On Site - Grand Central Terminal

I often wonder at what age do we form our own character. We develop a character, or rather, ideal image of ourselves like an old fashioned B/W photograph… a wonderful  image that crystallizes and sticks, perhaps for the rest of our days.  Lacan coined a child’s mirror stage (the first time a child recognizes her/himself in a mirror…and certain processes are triggered) but I am talking about the adult, internal mirror.

It is a good thing.

Whether or not we can always express it, our ideal image is a bookmark that we can set in and out of the pages of life. To reflect…reset…confront…comfort...question.  (I am not talking about an ephemeral FB image that we create.)

I think mine was around 18 years old. I was walking along ruins at Delphi with a notebook in my hand. I described what I saw: fragments of walls, a shimmering sea, marble columns, a road. I couldn’t express anything deeply, but I sensed that I felt deeply. And I liked this feeling. It continued to emerge while I was in the Peace Corps and shared adventures, secrets and histories in far removed places.

This  image - free, far away, adventurous, driven by chance but carried by trust - at a certain point engulfed me.  It is certainly not everyone’s ideal image character…as yours might be entirely different and even the reverse.

With it, though, I feel like a bit of a ghost sometimes, walking in New York City, trying to hold on to a piece of the crowd, while feeling a distant river rushing through my fingers. 

Don’t get me wrong. I am just like everyone else, here, actually. You wouldn’t notice a thing. No different…really. I am probably even looking at my IPhone when you pass by me on the street.

But often, I break and run into Grand Central Terminal to look up at the city’s painted stars. How to navigate the seas with the stars? I still really want to know this.

Standing in the center, next to the giant clock, I wait until the light show goes on. And I twirl around looking up, smiling, feeling euphoric here in Grand Central Terminal. Here, where we are all "alone - together" the stars are reversed.  All of them - except for the great hunter, Orion.


Grand Central Terminal ceiling. Photo taken October 2013. 

Grand Central Terminal ceiling. Photo taken October 2013.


This exercise asks for an exact copy of every entry below, with pictures omitted.

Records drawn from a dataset
[Start of section]
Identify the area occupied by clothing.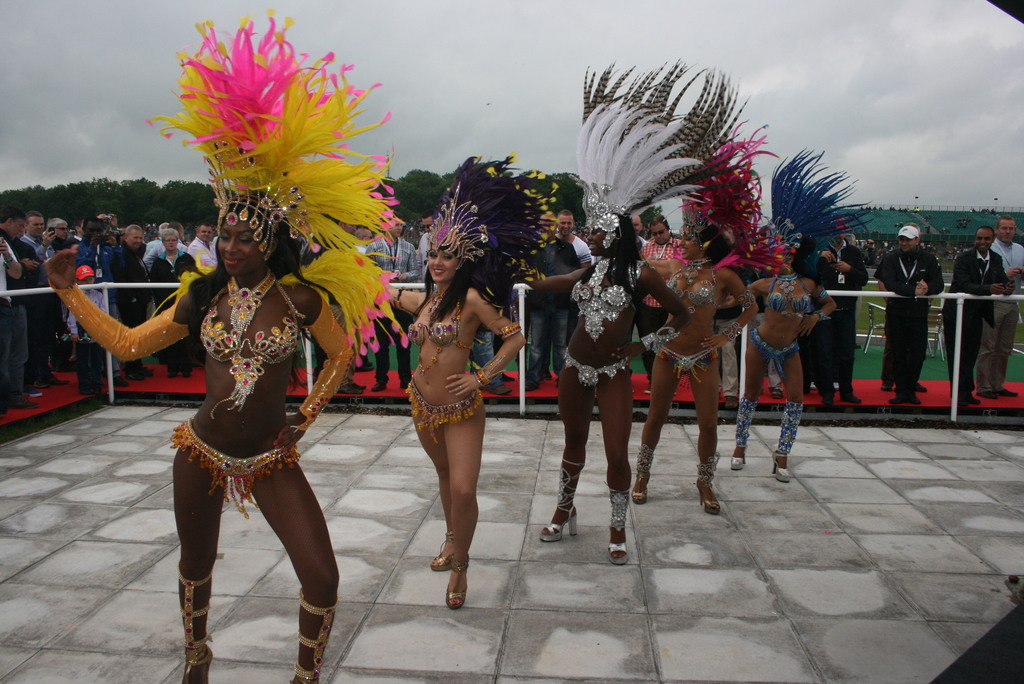
Area: bbox=[170, 417, 300, 517].
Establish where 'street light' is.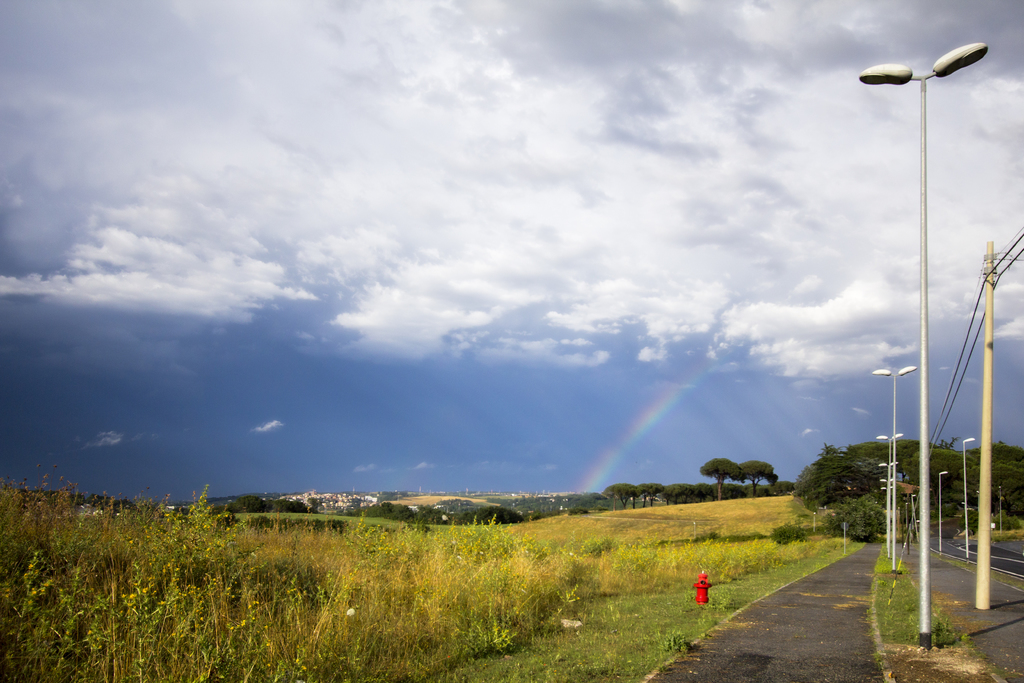
Established at pyautogui.locateOnScreen(998, 485, 1000, 535).
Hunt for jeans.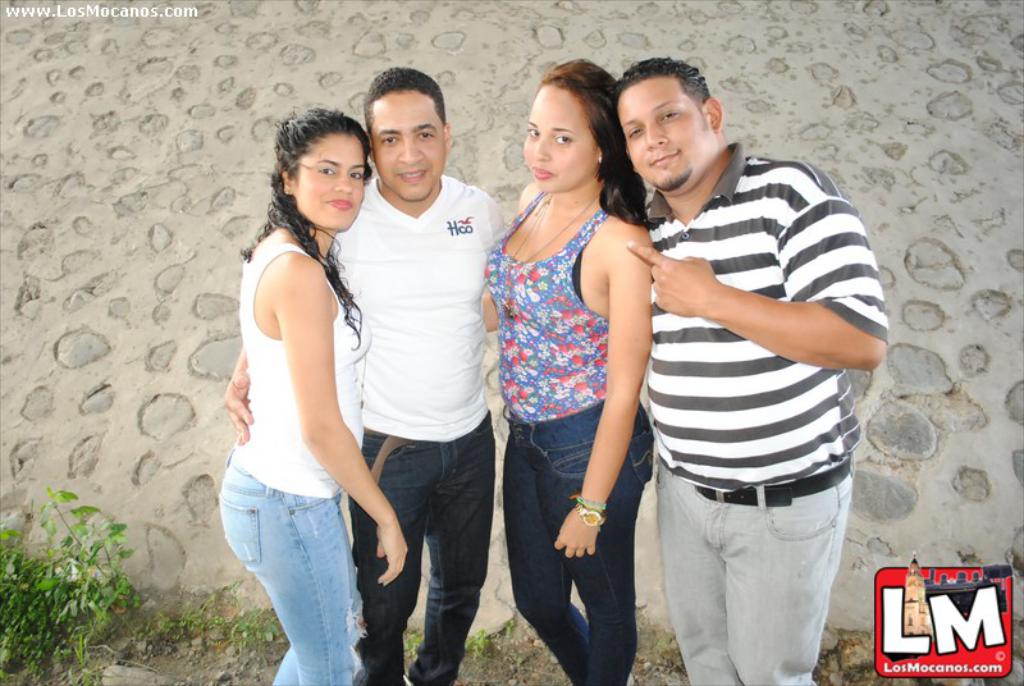
Hunted down at bbox=(352, 410, 495, 685).
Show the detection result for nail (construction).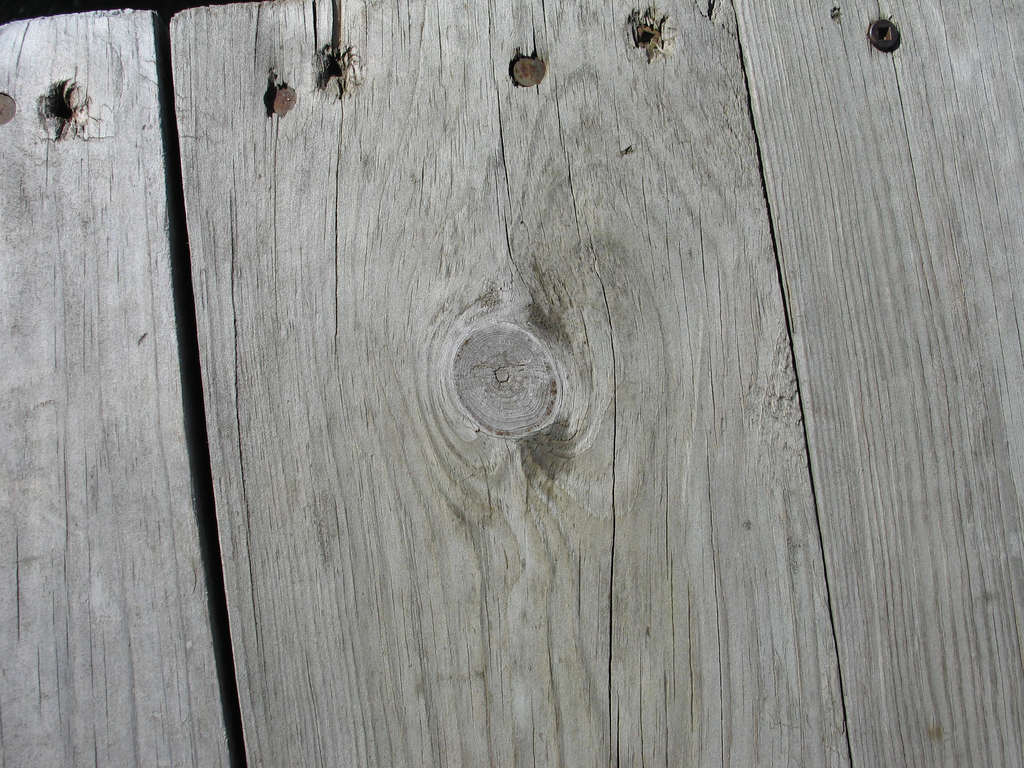
[left=0, top=91, right=19, bottom=125].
[End of section]
• **Your solution**
Identify the area occupied by clothing.
Area: bbox=[170, 417, 300, 517].
Establish where 'street light' is.
Established at pyautogui.locateOnScreen(998, 485, 1000, 535).
Hunt for jeans.
Hunted down at bbox=(352, 410, 495, 685).
Show the detection result for nail (construction).
[left=0, top=91, right=19, bottom=125].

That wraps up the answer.